As it happens, the grand marshal this year is the activist and artist Will St Leger, perhaps the only person arrested in Ireland for his protests during the marriage equality movement here, and, as it happens, the only person I know who has been hospitalised for glitter-related injuries.

On Twitter, the Garda posted a photo of squad cars jazzed up with a rainbow design. Seeing that photo made me think of conversations I’ve had with gay and lesbian gardaí who have suffered awful abuse and bullying within their organisation. It made me think of the Garda sergeant in Dublin who allegedly harassed a female colleague on the grounds of her sexual orientation to the point of allegedly mocking up a fake registration plate that read FAG1 and placing it over the number plate on her car, and then brought a High Court action in an attempt to stop an internal investigation over his alleged homophobia.
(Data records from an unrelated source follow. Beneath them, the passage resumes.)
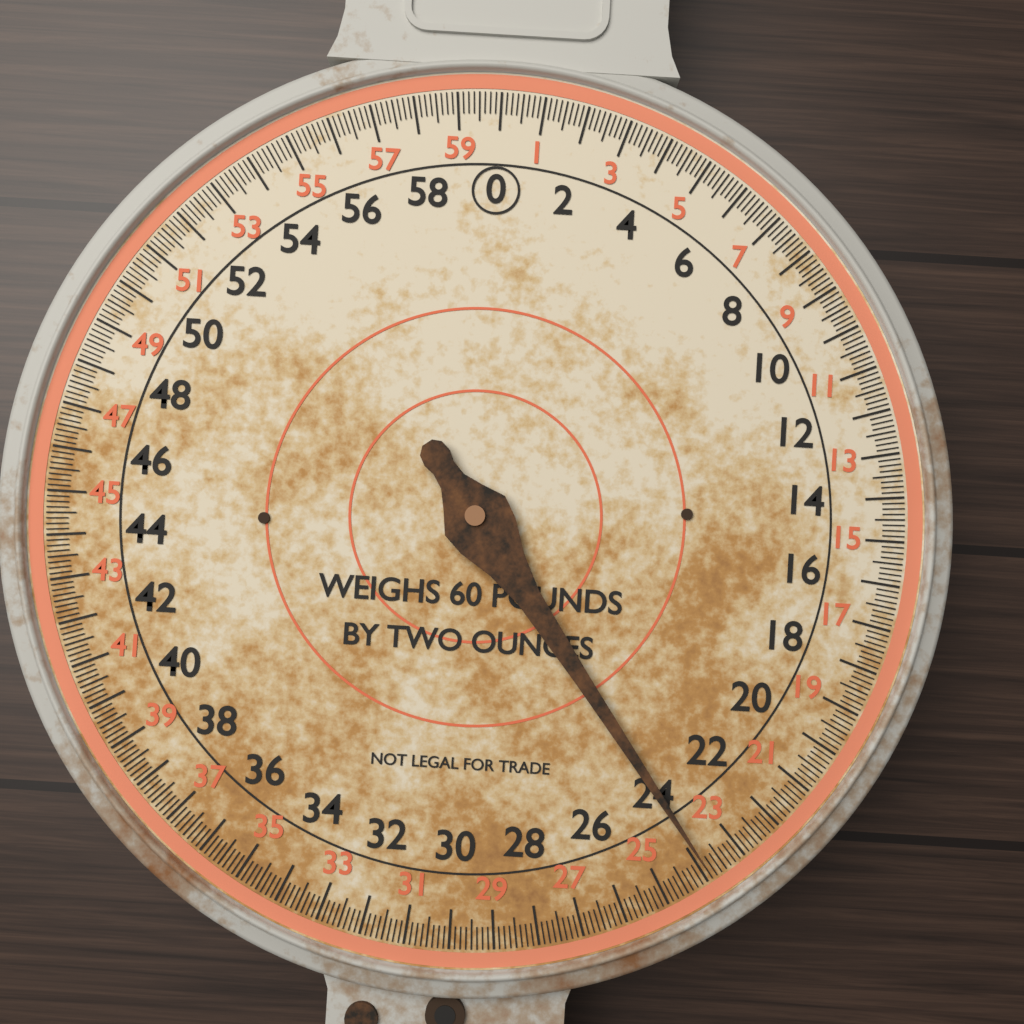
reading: 23.875 lb
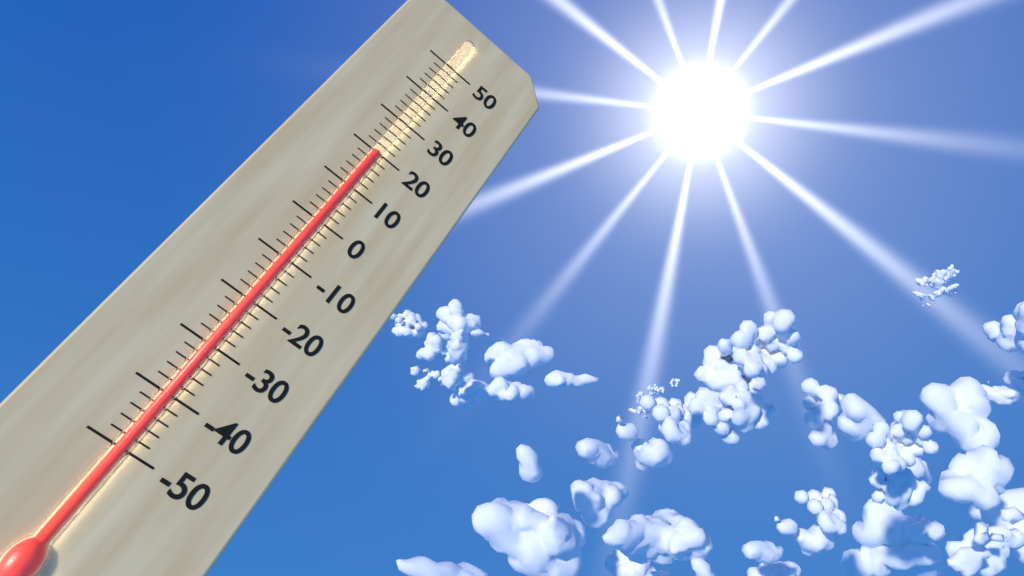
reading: 20 (no unit)
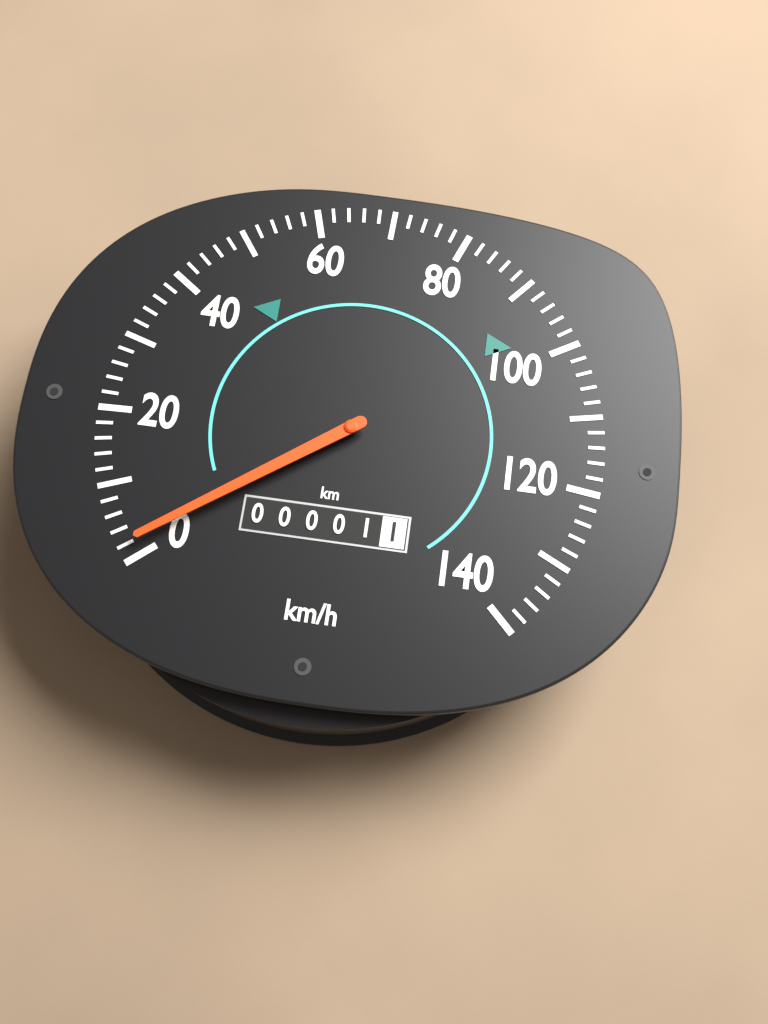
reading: 2 km/h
And it also made me think of the amazing work of Garda inspector Paul Franey who has dedicated his career to improving representation and the lives of LGBTQ people within an organisation often hostile to difference. It made me think of gardaí who are not out to their colleagues and how they must feel when they see a rainbow design on a squad car.

One Pride does not fit all. Fragmentation, separatism, defiance, occupation, rejection, protest, abstention, boycotting and participation are all valid positions. On an academic level, it’s easy to rail against the commercialisation and mainstreaming. But Pride does weird things to people, including compelling Taylor Swift to release the worst song of her career last week.
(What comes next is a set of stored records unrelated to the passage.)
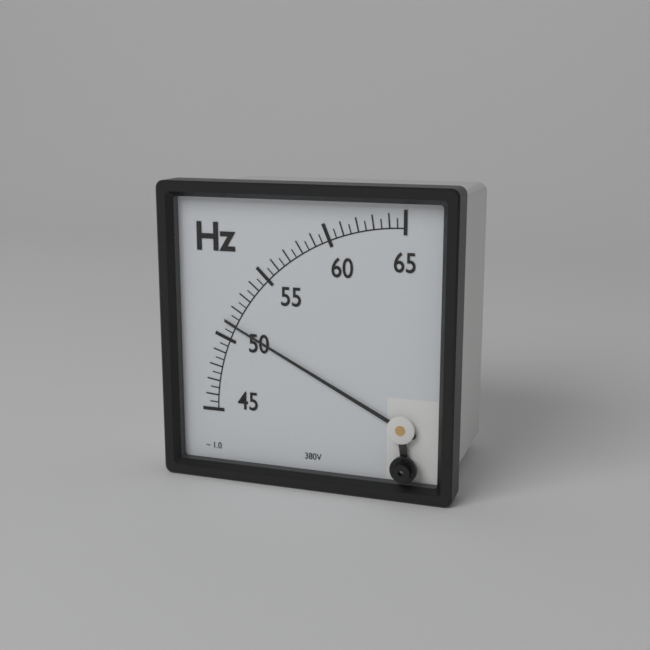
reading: 51.0 Hz
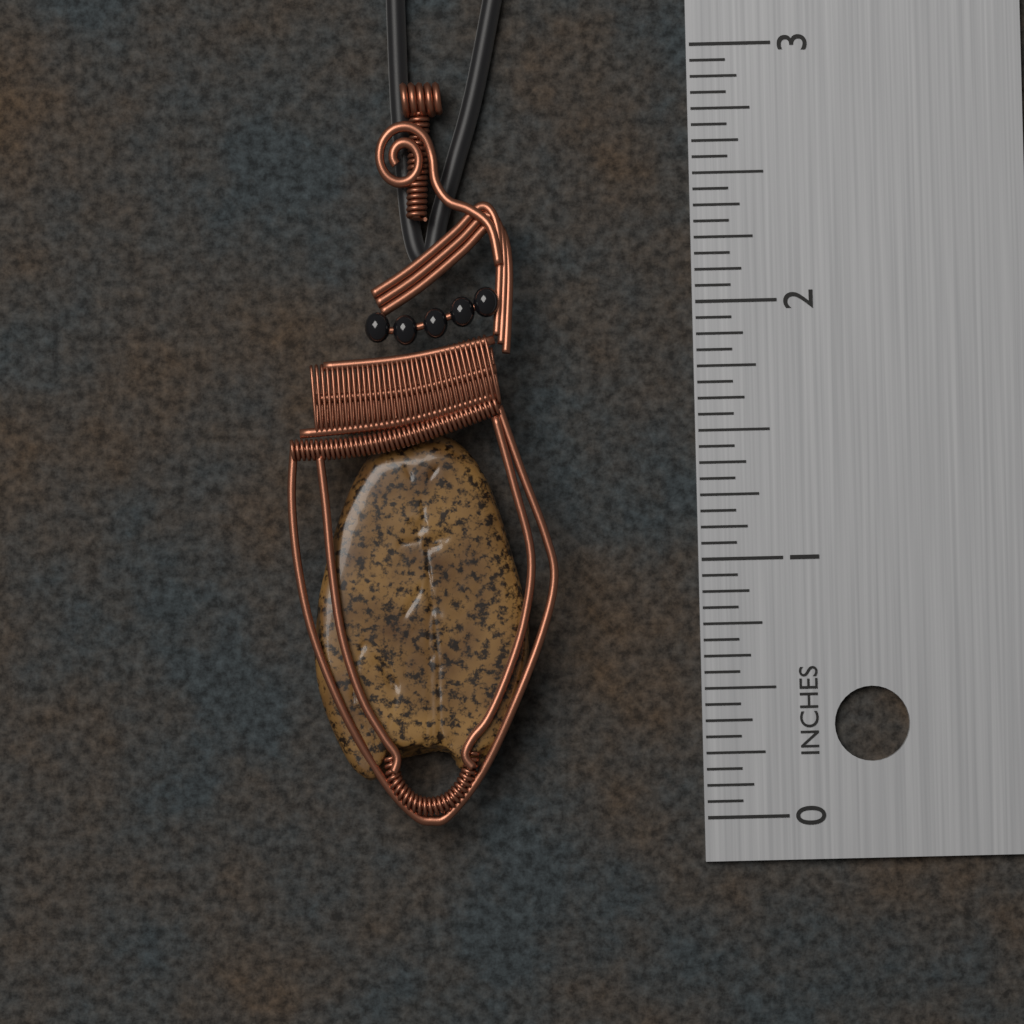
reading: 2.8750 in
To me, on a practical level, on an experiential level, on an emotional level, the feeling of being surrounded by thousands of “your people” – in all their diverse identities and lives – is always a hugely emotional one for me, particularly seeing the much more evolved social support structures that exist for queer kids and young people now.

The only correlation I can think of is something many Irish people have experienced – walking into some far-flung Irish pub somewhere in the world to watch an All-Ireland final. The comfort, the familiarity, the quiet solidarity rooted in identity, this is the emotional interior that cannot be colonised by big tech companies walking in a march, or gay politicians trying to offset their neoliberalism with a veneer of social progressiveness.

Trauma

And Pride is also rooted in pain. It is in many ways not just about coming out, it’s about coming out the other side. I recently chaired a panel discussion as part of Call It Out, a civil-society campaign aimed at combating homophobia, biphobia and transphobia. The room was tense with the emotional toll of trauma. Attacks happen all the time, the most recent high-profile one being against two women on a bus in London, and in the aftermath of which, one of the women, Chris, wrote an astonishing piece for the Guardian.

“Make the extraordinary reaction to our attack the norm,” she wrote. “I beg you to amplify and channel this energy to hold accountable the intersecting web of elected politicians, government agencies and corporations who have reinforced a status quo of clearly delineated inequality long before this single attack in 2019. Redirect your money from rainbow capitalism to people-of-colour-led organisations striving for justice . . . Question why the photo of two attractive, white cisgender women compelled you to post about Pride for the first time.”

A rallying call if there ever was one.